An optimized method to differentiate HL60 cells into neutrophil-like cells
https://doi.org/10.64898/2026.01.06.697988
From the authors: The authors provide an improved method to differentiate HL60 cells into neutrophil-like cells that faithfully recapitulates the morphology and functionality of mature human neutrophils.
Functionalist Oncology to Model the Contextuality of Dynamics and Treatment in Acute Myeloid Leukemia
https://www.biorxiv.org/content/10.64898/2025.12.22.695906v1
Functionalist oncology applies edge-weighted digraphs to model the interdependencies of disease factors in AML, enabling mechanistic analysis of key determinants of therapeutic success. This framework accounts for the oligoclonal nature of AML and can be parameterized with patient-specific data to evaluate treatment responses, drug combinations, and chemotherapy scheduling. Using cytarabine as a focal point, the approach explores the potential and risks of SAMHD1 inhibitors as a proof-of-concept. This methodology generates testable hypotheses that may guide optimized, individualized treatment strategies in AML.
Biases introduced by Ficoll-based isolation in acute myeloid leukemia sample analyses support the use of hemolysis
https://www.biorxiv.org/content/10.64898/2026.02.11.705243v1
Ficoll-based density gradient isolation alters the cellular composition and molecular readouts of AML samples. Compared with hemolysis, Ficoll enriches lymphocytes and AML blasts while depleting granulocytes, increases T-cell–mediated graft-versus-host effects in NSG mice, and skews RNA-seq analyses, including overestimation of leukemic stem cell gene expression and CD8+ T-cell and monocyte abundance.
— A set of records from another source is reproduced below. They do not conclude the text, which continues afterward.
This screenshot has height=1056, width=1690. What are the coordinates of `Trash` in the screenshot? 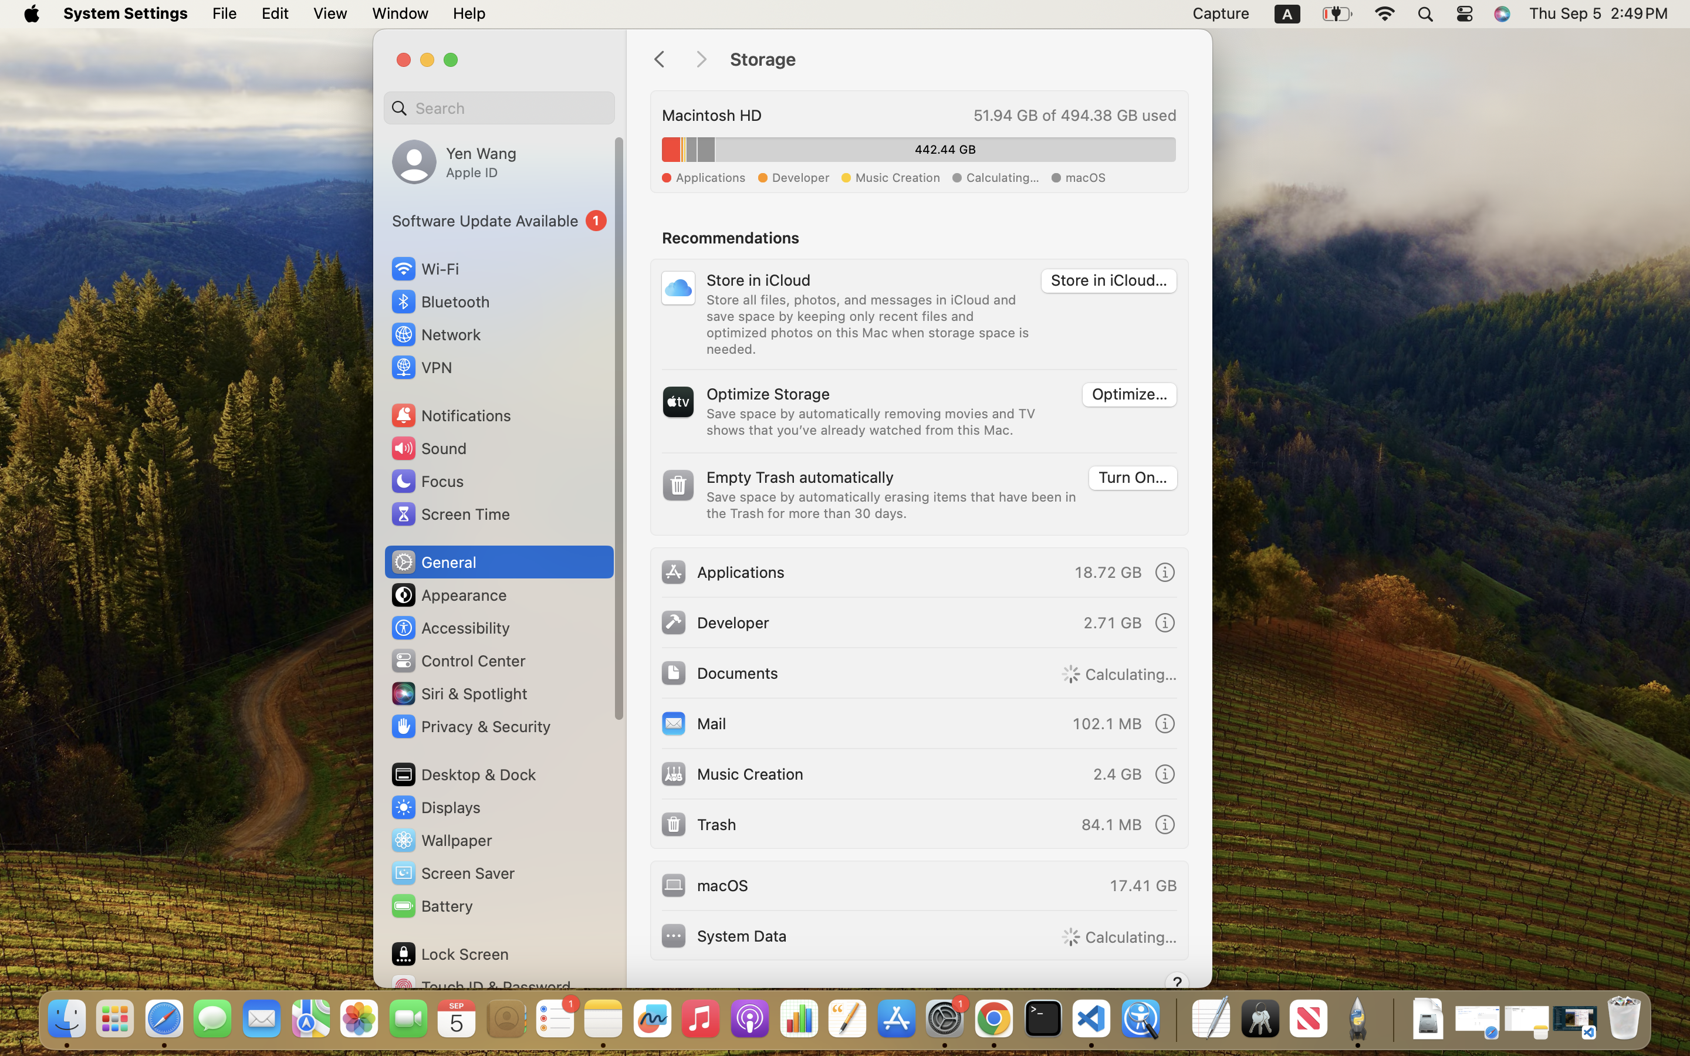 It's located at (698, 823).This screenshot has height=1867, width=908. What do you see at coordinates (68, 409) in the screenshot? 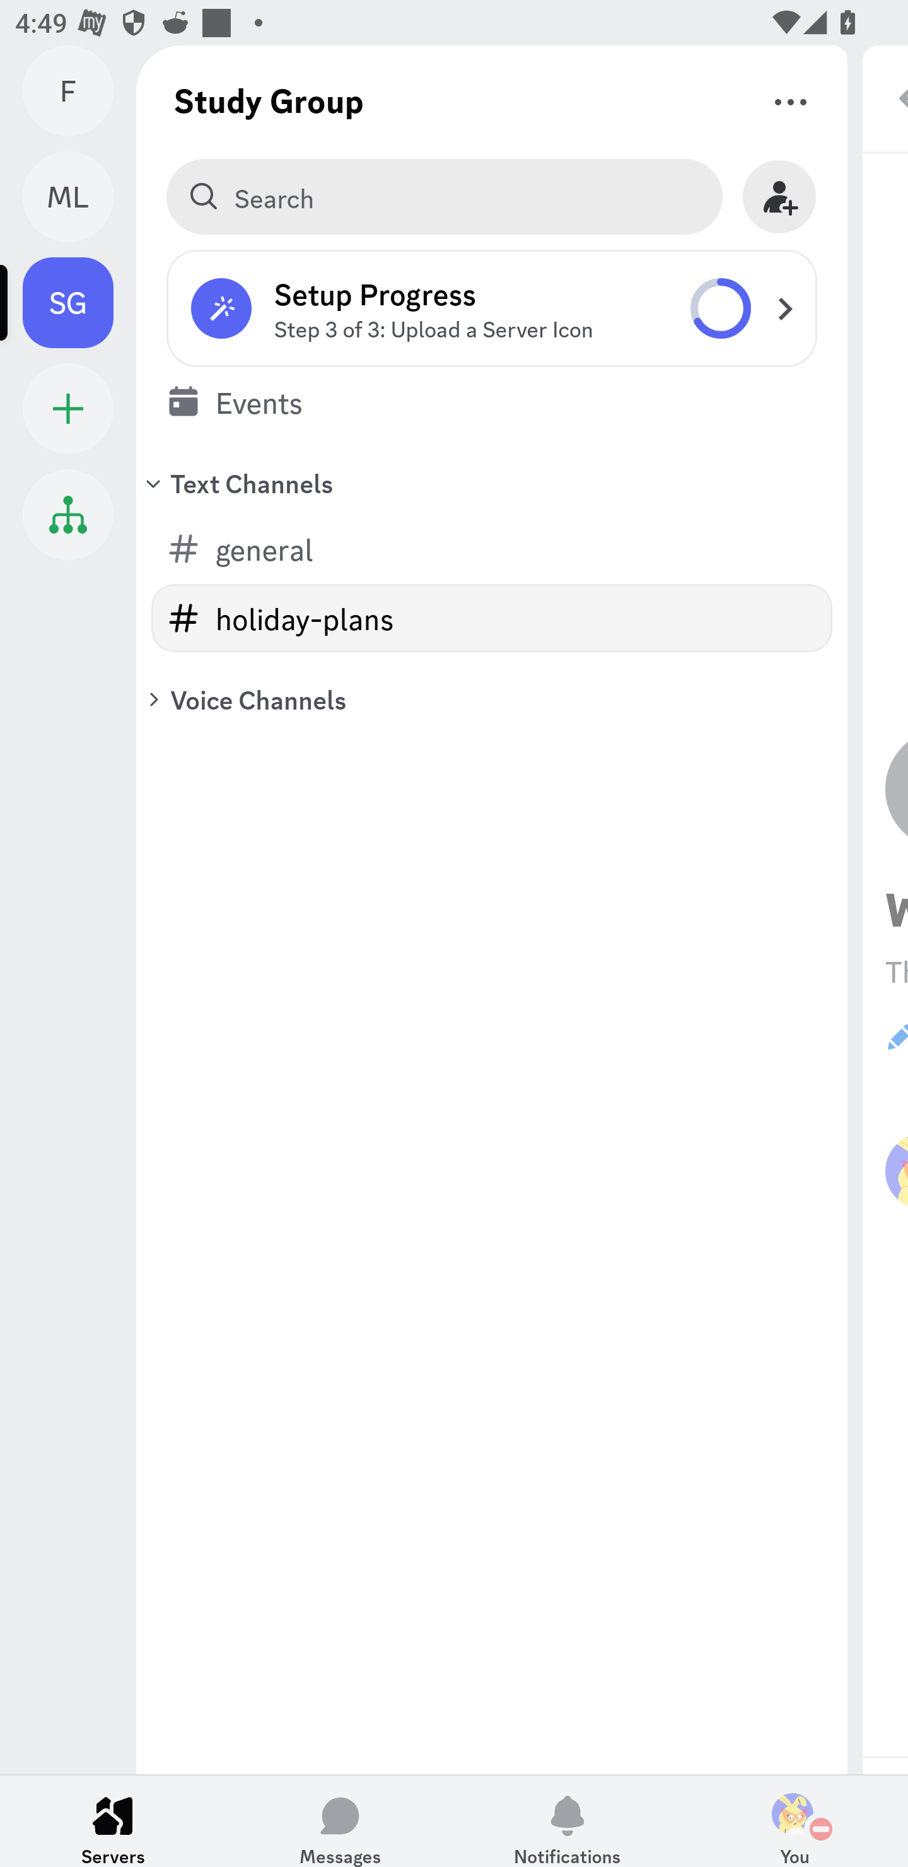
I see `Add a Server` at bounding box center [68, 409].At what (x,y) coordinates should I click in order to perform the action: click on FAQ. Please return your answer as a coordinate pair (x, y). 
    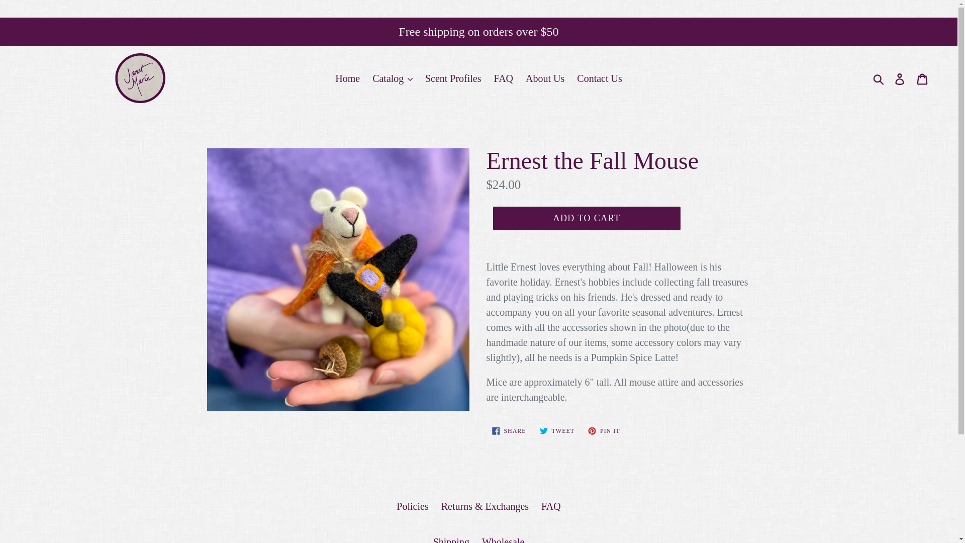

Mutation detection can also be affected, with clinically relevant variants missed in Ficoll-processed samples.
Blog post contributed by Alessandro Donada, PhD (Bluesky: @alessandrodonada.bsky.social) of the ISEH Publications Committee.
Please note that the statements made by Simply Blood authors are their own views and not necessarily the views of ISEH. ISEH disclaims any or all liability arising from any author's statements or materials.